An early Verdi opera, and, per wikipedia, his most popular until Il trovatore. Also, fun fact, apparently it was the first opera to be recorded in its entirety, in 1904. You could make a good argument that it was a significant lacuna in my opera-watching experience. Actually, you could do that with any Verdi opera I haven't seen. If I'm counting correctly (I might not be, considering all the revisions he made), there are eight of them. I should buckle down and do it, probably. They're all available in some form or another.
Well, this is Verdi. You know what Verdi sounds like! He wrote some pretty solid tchunes! But one is forced to concede that he was not always as discriminating in his choice of libretti as he could have been, and here is an example of that. Right, so Ernani is a bandit. He and Elvira are in love, but unfortunately, she's engaged to marry Silva, an old duke. Oh no! So there's some conflict, the more so because Charles V (yes, the father of the king in Don Carlos) is also trying to seduce her. It gets very confusing—and the wikipedia entry is not very well-written or helpful—but there's a bunch of scheming, and the upshot is that Silva and Ernani (who turns out to be a dispossessed noble) team up to try to take out Charles, who is felt to be treasonous in some way I didn't really understand. And—here's the real “uh?” moment—Ernani swears that if Silva blows this hunting horn at any time, he, Ernani, will kill himself. A little later, everyone's reconciled, and Charles agrees that Ernani and Elvira can marry. But oh no, soon after they marry, Silva cashes in, and Ernani has no choice but to stab himself to death. Cool.
A number of questions come to mind, most notably: why did he swear this oath, apropos of nothing? Why does he seem genuinely surprised when the extremely obvious result of him doing so manifests itself? And why does he go through with it in the end? Obviously, this sort of self-destructive “honor”-based culture has existed all over the world; you think of samurai who were supposed to commit seppuku when their lords were killed, or Hindu widows who were meant to immolate themselves. But in those and other situations, they're dealing with social pressure. The people in those circumstances didn't specifically stipulate that this is what they're going to do. This opera is just bizarre, and not in the least dramatically satisfying, great music notwithstanding.
It's based on a Victor Hugo play, which you've gotta think—I'm admittedly just guessing here—has to have been criticizing the sort of behavior that the opera wants to be in some sense heroic. Otherwise, I have no idea what he was going for. Not a fantastic piece of work, but this Operavision video, from Teatro dell’Opera di Roma, is a solid, traditional production that features the extremely rad Angela Meade as Elvira (a role she'd previously sang at the Met). She is awesome. The only issue with this production is that there are, like, two or three random extras/chorus members wearing covid masks. I would understand and make allowances if this was the height of the pandemic and everyone had to be masked, but it's not, the result is just needless weirdness.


▸ Problem statement: I'd like the entries reproduced exactly, with all pictures omitted.

Items from a dataset:
_ _ _ _ _

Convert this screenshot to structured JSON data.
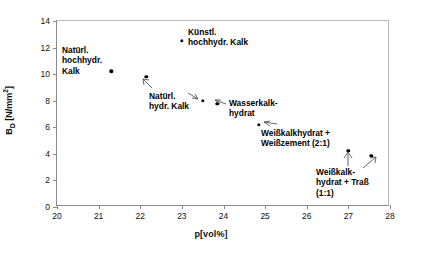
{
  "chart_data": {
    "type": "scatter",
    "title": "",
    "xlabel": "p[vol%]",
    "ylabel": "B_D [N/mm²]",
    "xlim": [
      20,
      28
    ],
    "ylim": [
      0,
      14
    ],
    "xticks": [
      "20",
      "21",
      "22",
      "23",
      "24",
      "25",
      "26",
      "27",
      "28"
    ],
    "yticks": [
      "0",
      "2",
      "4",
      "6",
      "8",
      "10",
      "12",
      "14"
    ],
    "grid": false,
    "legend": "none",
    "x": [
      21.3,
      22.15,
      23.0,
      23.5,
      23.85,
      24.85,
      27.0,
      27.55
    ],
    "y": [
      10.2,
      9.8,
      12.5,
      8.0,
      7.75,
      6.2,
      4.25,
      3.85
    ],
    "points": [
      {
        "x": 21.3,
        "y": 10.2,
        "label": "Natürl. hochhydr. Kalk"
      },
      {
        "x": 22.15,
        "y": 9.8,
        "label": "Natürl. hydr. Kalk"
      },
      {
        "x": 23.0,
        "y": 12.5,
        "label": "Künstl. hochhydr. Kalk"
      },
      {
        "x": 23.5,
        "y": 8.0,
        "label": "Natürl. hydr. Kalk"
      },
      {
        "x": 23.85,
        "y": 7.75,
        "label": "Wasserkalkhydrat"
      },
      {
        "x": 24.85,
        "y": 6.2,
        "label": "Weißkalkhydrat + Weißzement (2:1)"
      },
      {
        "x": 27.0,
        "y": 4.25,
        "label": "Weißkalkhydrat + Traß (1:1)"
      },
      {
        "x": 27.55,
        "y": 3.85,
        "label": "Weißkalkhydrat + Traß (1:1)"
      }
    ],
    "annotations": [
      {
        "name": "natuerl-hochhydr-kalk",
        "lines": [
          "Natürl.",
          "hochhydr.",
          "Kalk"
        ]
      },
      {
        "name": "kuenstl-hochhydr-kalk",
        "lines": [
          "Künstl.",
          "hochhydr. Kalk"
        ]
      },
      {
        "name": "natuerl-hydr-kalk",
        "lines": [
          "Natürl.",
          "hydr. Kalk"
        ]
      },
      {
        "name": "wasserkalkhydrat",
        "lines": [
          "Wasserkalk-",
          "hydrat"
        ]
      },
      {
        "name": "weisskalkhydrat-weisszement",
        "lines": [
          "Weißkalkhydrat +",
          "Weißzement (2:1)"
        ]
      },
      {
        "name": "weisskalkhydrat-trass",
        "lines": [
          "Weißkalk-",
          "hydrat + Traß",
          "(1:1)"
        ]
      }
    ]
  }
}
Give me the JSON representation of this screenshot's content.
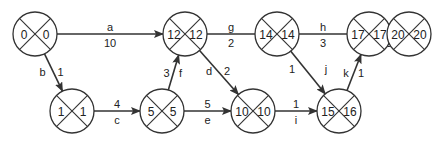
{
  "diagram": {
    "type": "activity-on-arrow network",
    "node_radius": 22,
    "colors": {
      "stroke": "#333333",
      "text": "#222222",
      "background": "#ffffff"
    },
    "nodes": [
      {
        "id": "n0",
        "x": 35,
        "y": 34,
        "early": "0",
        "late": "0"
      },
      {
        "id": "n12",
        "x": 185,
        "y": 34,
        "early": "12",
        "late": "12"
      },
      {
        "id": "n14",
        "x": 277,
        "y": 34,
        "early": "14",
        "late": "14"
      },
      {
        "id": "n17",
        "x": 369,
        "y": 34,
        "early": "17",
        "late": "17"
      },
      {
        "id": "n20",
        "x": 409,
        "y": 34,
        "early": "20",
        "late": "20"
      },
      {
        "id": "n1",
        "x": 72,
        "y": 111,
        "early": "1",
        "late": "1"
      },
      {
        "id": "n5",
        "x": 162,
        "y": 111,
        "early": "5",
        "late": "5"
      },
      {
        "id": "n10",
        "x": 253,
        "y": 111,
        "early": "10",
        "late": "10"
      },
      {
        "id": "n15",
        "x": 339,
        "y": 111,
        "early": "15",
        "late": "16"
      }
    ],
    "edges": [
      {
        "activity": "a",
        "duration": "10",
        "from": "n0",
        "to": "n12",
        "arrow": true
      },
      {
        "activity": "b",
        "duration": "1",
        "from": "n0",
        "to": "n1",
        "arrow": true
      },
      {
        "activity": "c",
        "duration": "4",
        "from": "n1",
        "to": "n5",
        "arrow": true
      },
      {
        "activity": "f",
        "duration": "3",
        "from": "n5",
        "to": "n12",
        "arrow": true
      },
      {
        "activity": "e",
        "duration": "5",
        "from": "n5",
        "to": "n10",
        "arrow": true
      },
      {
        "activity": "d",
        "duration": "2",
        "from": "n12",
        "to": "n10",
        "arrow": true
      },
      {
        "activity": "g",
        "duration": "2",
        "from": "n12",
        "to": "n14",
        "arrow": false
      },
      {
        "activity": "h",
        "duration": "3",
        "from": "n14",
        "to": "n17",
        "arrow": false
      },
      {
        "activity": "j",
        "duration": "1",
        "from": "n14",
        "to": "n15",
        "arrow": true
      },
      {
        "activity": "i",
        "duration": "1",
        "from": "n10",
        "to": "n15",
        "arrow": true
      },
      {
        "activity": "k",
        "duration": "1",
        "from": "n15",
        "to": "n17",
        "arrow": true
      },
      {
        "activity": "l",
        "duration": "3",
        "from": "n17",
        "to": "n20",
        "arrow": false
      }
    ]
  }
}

_ _ _ _ _

▸ Exercise answer:
Convert this screenshot to structured JSON data.
{
  "chart_data": {
    "type": "scatter",
    "title": "",
    "xlabel": "p[vol%]",
    "ylabel": "B_D [N/mm²]",
    "xlim": [
      20,
      28
    ],
    "ylim": [
      0,
      14
    ],
    "xticks": [
      "20",
      "21",
      "22",
      "23",
      "24",
      "25",
      "26",
      "27",
      "28"
    ],
    "yticks": [
      "0",
      "2",
      "4",
      "6",
      "8",
      "10",
      "12",
      "14"
    ],
    "grid": false,
    "legend": "none",
    "x": [
      21.3,
      22.15,
      23.0,
      23.5,
      23.85,
      24.85,
      27.0,
      27.55
    ],
    "y": [
      10.2,
      9.8,
      12.5,
      8.0,
      7.75,
      6.2,
      4.25,
      3.85
    ],
    "points": [
      {
        "x": 21.3,
        "y": 10.2,
        "label": "Natürl. hochhydr. Kalk"
      },
      {
        "x": 22.15,
        "y": 9.8,
        "label": "Natürl. hydr. Kalk"
      },
      {
        "x": 23.0,
        "y": 12.5,
        "label": "Künstl. hochhydr. Kalk"
      },
      {
        "x": 23.5,
        "y": 8.0,
        "label": "Natürl. hydr. Kalk"
      },
      {
        "x": 23.85,
        "y": 7.75,
        "label": "Wasserkalkhydrat"
      },
      {
        "x": 24.85,
        "y": 6.2,
        "label": "Weißkalkhydrat + Weißzement (2:1)"
      },
      {
        "x": 27.0,
        "y": 4.25,
        "label": "Weißkalkhydrat + Traß (1:1)"
      },
      {
        "x": 27.55,
        "y": 3.85,
        "label": "Weißkalkhydrat + Traß (1:1)"
      }
    ],
    "annotations": [
      {
        "name": "natuerl-hochhydr-kalk",
        "lines": [
          "Natürl.",
          "hochhydr.",
          "Kalk"
        ]
      },
      {
        "name": "kuenstl-hochhydr-kalk",
        "lines": [
          "Künstl.",
          "hochhydr. Kalk"
        ]
      },
      {
        "name": "natuerl-hydr-kalk",
        "lines": [
          "Natürl.",
          "hydr. Kalk"
        ]
      },
      {
        "name": "wasserkalkhydrat",
        "lines": [
          "Wasserkalk-",
          "hydrat"
        ]
      },
      {
        "name": "weisskalkhydrat-weisszement",
        "lines": [
          "Weißkalkhydrat +",
          "Weißzement (2:1)"
        ]
      },
      {
        "name": "weisskalkhydrat-trass",
        "lines": [
          "Weißkalk-",
          "hydrat + Traß",
          "(1:1)"
        ]
      }
    ]
  }
}
Give me the JSON representation of this screenshot's content.
{
  "diagram": {
    "type": "activity-on-arrow network",
    "node_radius": 22,
    "colors": {
      "stroke": "#333333",
      "text": "#222222",
      "background": "#ffffff"
    },
    "nodes": [
      {
        "id": "n0",
        "x": 35,
        "y": 34,
        "early": "0",
        "late": "0"
      },
      {
        "id": "n12",
        "x": 185,
        "y": 34,
        "early": "12",
        "late": "12"
      },
      {
        "id": "n14",
        "x": 277,
        "y": 34,
        "early": "14",
        "late": "14"
      },
      {
        "id": "n17",
        "x": 369,
        "y": 34,
        "early": "17",
        "late": "17"
      },
      {
        "id": "n20",
        "x": 409,
        "y": 34,
        "early": "20",
        "late": "20"
      },
      {
        "id": "n1",
        "x": 72,
        "y": 111,
        "early": "1",
        "late": "1"
      },
      {
        "id": "n5",
        "x": 162,
        "y": 111,
        "early": "5",
        "late": "5"
      },
      {
        "id": "n10",
        "x": 253,
        "y": 111,
        "early": "10",
        "late": "10"
      },
      {
        "id": "n15",
        "x": 339,
        "y": 111,
        "early": "15",
        "late": "16"
      }
    ],
    "edges": [
      {
        "activity": "a",
        "duration": "10",
        "from": "n0",
        "to": "n12",
        "arrow": true
      },
      {
        "activity": "b",
        "duration": "1",
        "from": "n0",
        "to": "n1",
        "arrow": true
      },
      {
        "activity": "c",
        "duration": "4",
        "from": "n1",
        "to": "n5",
        "arrow": true
      },
      {
        "activity": "f",
        "duration": "3",
        "from": "n5",
        "to": "n12",
        "arrow": true
      },
      {
        "activity": "e",
        "duration": "5",
        "from": "n5",
        "to": "n10",
        "arrow": true
      },
      {
        "activity": "d",
        "duration": "2",
        "from": "n12",
        "to": "n10",
        "arrow": true
      },
      {
        "activity": "g",
        "duration": "2",
        "from": "n12",
        "to": "n14",
        "arrow": false
      },
      {
        "activity": "h",
        "duration": "3",
        "from": "n14",
        "to": "n17",
        "arrow": false
      },
      {
        "activity": "j",
        "duration": "1",
        "from": "n14",
        "to": "n15",
        "arrow": true
      },
      {
        "activity": "i",
        "duration": "1",
        "from": "n10",
        "to": "n15",
        "arrow": true
      },
      {
        "activity": "k",
        "duration": "1",
        "from": "n15",
        "to": "n17",
        "arrow": true
      },
      {
        "activity": "l",
        "duration": "3",
        "from": "n17",
        "to": "n20",
        "arrow": false
      }
    ]
  }
}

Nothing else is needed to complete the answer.